Ronan Macdonald gives some creative compression tips to help you get the best from compression in your tracks.
As a cornerstone of modern music production, compression is a process you no doubt turn to day in, day out – but if you’re only using it for workaday volume levelling, you’re missing a number of creative tricks that can make all the difference to your mixes. Here are half a dozen of them…
1. Over-compress To Impress
Compression is generally employed as a transparent process, reining in wayward peaks, adding punch and lifting tails without making the action of the compressor itself particularly apparent. When you want to get more creative, though, don’t be afraid to push your compressor to the, ahem, limit.
Whether you’re looking to evoke the dynamically constrained vibe of a vintage recording, massively beef up an anaemic or overly spiky drum loop, or crush an electric bassline in order to toughen it up, over-compression is a powerful sound-shaping technique. Almost every parameter on your compressor can get involved – overdrive the input, drop the threshold, raise the ratio, shorten the attack, lengthen the release, harden the knee; ensure constant gain reduction, basically – and the artefacts, distortion and amplitude-based oddities that arise from their abuse can be wonderfully transformative.
2. Unexpected Group Compression
Much of music production and mixing focuses on making disparate instrumental and ‘electronic’ parts sound like they were always meant to be together, and compression plays a major role in that, particularly when applied to groups and the master bus. There are, of course, standard groupings that are traditionally called on for this purpose – the drum kit, the vocals, the brass section, etc – but do you ever get experimental with your compression bussing? If not, you should!
Shove the drums and bass on a bus and compress them together, or the bass and a pad, or the drums and vocals, or vocals and strings… Getting unexpected combinations breathing together can liven up the groove of a track no end.
3. Don’t Overlook Automation
Being essentially an automated volume control in itself, the compressor isn’t a plugin that often gets targeted for actual automation. By shifting certain parameters as the track progresses, though, compression can be made more reactive to the arrangement in a broad sense. Drop the threshold and/or raise the ratio on your vocal compressor in the chorus to up the intensity through over-compression, for example, or lengthen the attack on the snare in the verse for a snappier, drier sound. And the dry/wet mix knob is a prime candidate, enabling different blends of compressed and dry signals to be established for each section of a song.
4. Rooms And Reverb
Predictably dynamic in the way they decay over time, reverb and delay effects are highly amenable to compression. Sticking a compressor after a reverb gives you another point of temporal manipulation alongside decay time and room size, and one that can profoundly alter the spatial outcome, making emulated rooms feel bigger and more epic without increasing their tail length. And the same principle applies to delay, where compression can be used to sustain the volume level of a feedback loop to great textural effect.
5. Character Compression
Some compressors were seemingly built to be driven hard, and those are often the ones to reach for when edgy, creative signal squashing is your intent. We’re talking ‘character’ compression, as epitomised by the venerable 1176, with its endlessly relevant all-buttons-in mode, available in numerous plugin versions; the carefully tuned and architecturally diverse ratios of Empirical Labs’ Arousor (or the Distressor hardware that inspired it); and the fabulous preset curves of Kush Audio’s UBK-1. Putting musicality and colouration above accuracy and linearity on the sonic agenda, these are the kinds of devices that really get the juices flowing when it comes to realising extreme artful treatments.
6. Sidechain Compression
Although we’ll be dedicating a full feature to the subject in the near future, no discussion of creative compression techniques can be considered complete without at least a mention of sidechaining. Getting a compressor processing one sound to react overtly to the dynamic profile of another is a dance music staple, but are you being imaginative enough in your implementation?
Think beyond the predictable pairings of the kick drum sidechaining a pad or bassline. Try swapping that kick for the snare, say; or sidechaining the entire mix; or keying a compressor strapped across a reverb with a ‘dummy’ syncopated percussion loop, or sidechaining the drums with a completely different dummy drum track. You won’t break anything if it doesn’t work, after all.
Let us in on your most guarded compressor-bothering secrets in the comments.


## TASK TO COMPLETE
Find the lines below holding the word "ylabel" and copy each of them.

╭─ RECORDS PROVIDED

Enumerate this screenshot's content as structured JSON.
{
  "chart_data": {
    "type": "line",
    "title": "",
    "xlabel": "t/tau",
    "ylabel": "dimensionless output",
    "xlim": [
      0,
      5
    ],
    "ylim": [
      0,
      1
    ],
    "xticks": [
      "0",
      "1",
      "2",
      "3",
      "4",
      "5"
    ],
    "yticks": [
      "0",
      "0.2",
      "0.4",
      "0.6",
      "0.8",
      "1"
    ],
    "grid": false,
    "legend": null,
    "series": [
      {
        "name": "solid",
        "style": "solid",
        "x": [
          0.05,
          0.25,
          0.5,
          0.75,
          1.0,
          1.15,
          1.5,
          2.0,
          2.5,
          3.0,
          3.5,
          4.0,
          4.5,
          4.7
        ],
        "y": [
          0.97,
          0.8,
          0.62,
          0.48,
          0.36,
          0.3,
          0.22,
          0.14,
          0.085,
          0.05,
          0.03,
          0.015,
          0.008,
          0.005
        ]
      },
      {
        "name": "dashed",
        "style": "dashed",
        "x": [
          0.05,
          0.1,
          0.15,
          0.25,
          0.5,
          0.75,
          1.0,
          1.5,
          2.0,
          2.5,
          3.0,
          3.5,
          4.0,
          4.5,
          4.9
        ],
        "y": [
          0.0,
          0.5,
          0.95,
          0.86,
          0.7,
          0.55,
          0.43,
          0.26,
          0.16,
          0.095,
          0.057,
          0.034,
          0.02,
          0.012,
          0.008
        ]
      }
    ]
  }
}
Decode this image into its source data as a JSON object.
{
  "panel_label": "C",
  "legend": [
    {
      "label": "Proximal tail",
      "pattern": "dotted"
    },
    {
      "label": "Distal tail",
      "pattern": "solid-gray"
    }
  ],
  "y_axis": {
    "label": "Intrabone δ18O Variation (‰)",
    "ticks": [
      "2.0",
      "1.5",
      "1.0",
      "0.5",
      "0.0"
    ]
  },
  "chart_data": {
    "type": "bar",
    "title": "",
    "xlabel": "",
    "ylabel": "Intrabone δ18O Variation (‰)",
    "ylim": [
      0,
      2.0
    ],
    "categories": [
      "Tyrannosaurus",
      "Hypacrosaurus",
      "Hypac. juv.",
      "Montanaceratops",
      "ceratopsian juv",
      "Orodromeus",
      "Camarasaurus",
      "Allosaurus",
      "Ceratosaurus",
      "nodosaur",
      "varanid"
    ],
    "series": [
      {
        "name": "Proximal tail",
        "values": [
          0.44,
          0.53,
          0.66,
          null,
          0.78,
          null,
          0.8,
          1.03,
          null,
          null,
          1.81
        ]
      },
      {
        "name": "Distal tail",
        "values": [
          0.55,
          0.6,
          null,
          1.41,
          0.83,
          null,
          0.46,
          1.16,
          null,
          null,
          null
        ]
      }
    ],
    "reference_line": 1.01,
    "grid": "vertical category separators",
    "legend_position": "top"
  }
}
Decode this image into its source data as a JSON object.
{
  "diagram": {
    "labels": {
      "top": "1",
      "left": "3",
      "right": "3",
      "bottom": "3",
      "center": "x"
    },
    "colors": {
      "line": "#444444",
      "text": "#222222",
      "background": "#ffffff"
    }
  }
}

╰─

## EXERCISE RESPONSE
    "ylabel": "dimensionless output",
    "ylabel": "Intrabone δ18O Variation (‰)",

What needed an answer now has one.